Garden On, Vashon
Gardening, cooking, building, designing, dreaming…
Gardening, cooking, building, designing, dreaming…
I’ve just returned from Sacramento, California, where the temps have climbed to the mid-60s but the many of the fields north of the city are still flooded with El Nino rain. Unlike, I suppose, many a winter, our season is just as far along as theirs: the winter primroses in containers have yet to be replaced with tulips or daffodils, and the fruit trees such as pear or cherry are just starting to bloom.
Creeping rosemary seemed planted in every container, parking strip, and drainage-pond verge. I’ve never thought of it as a landscaping plant en masse, but it looked great in long swaths on a bank, blooming its ghostly blue in the late winter sun. Unlike the pencil-thin junipers and Russian Olive trees planted everywhere to evoke Tuscany and the Mediterranean, creeping rosemary does just fine in the Puget Sound, provided it has excellent drainage. I once grew it in a sand-filled trench.
Speaking of things Tuscany, the truly fun discovery of the trip were the proliferation of Olive Oil stores—at least three just in the “town centre” I was hoteling in. Sis and I were snagged in a “WeOlive” boutique, where the fat, affable proprietor thrust thimble after thimble of oils and vinegars at us. Who knew black cherries could make such a sweet balsamico? Apparently the olive growers of California have joined cooperatively and created oil boutiques modeled after wine tasting cellars. Their price of $1/ounce for their bulk oils or vinegars may SEEM cheap (who can’t afford $1 per?), but I saw later at our local grocery that a good balsamic vinegar can be had for .50¢/ounce. But the experience of standing there guzzling and comparing the good stuff? Priceless.
I was pulled yet again toward the seed racks in True Value today: the Ed Hume racks seem particularly well-stocked with new varieties, as if they hope for a repeat of last year’s run on vegie seeds. I’ve been curious to see whether the price is better from the seed catalog, or if stores mark up the prices on the seed racks. Apparently not, at least for Territorial Seed Company: prices are the same whether you buy straight from the catalog or off the seed rack. Your selection is about 100% larger in the catalog, though, and it comes with more information. So if you DO buy off the rack, do pick up a catalog if for the growing information alone.
Since we seem to be further along toward spring than the calendar suggests, this is a good time to clean up the garden and to divide or transplant perennials. You can trim the winter-kill of perennials back to their crowns, and with a sharp snips you can “de-dead-leaf” plants that look tatty, like lady’s mantle or bergenia. The grasses—all except the razor-sharp ones—you can comb with your fingers to pull out dead blades and bent stalks.
I usually move shasta daisies in March, but as long as your soil is not water-logged, moving them now assures them enough spring rain to establish new roots.
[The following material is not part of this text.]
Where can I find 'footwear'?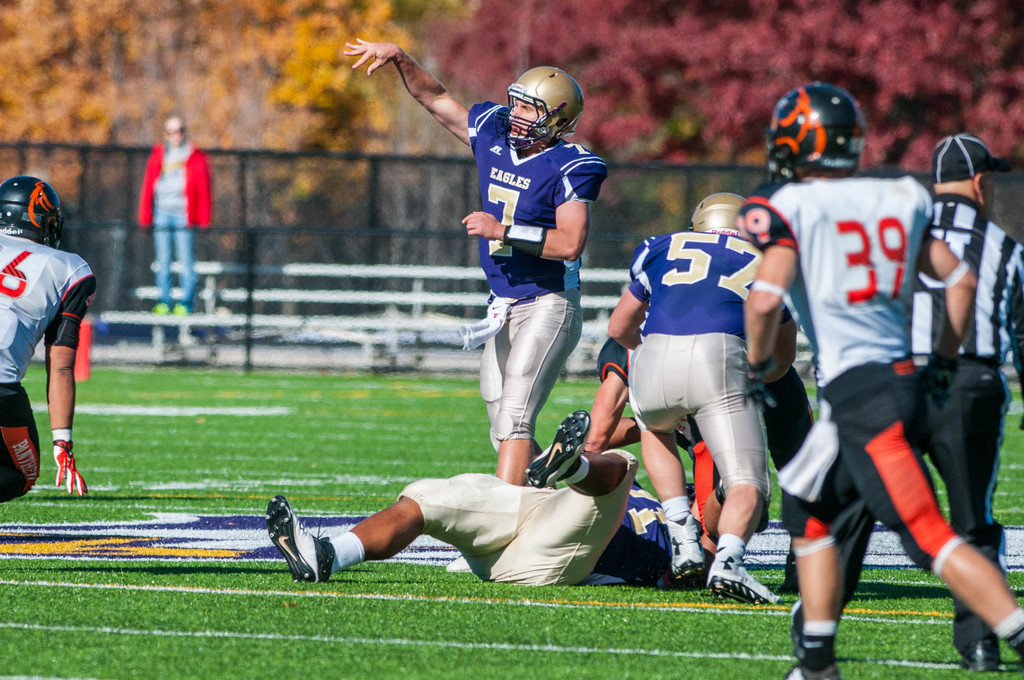
You can find it at l=445, t=553, r=473, b=574.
Other plants to divide and/or transplant include the summer bloomers like rudbeckia, echinacea, dierama (‘angel’s fishing rod’), epimedium, daylilies, catmint, sedums, agastache, alchemilla (‘lady’s mantle’), and asters. When opening the earth for these, loosen the soil with a handful of compost or aged leaf mould: this will feed the plant, as well as provide good drainage should our early spring do an about-face.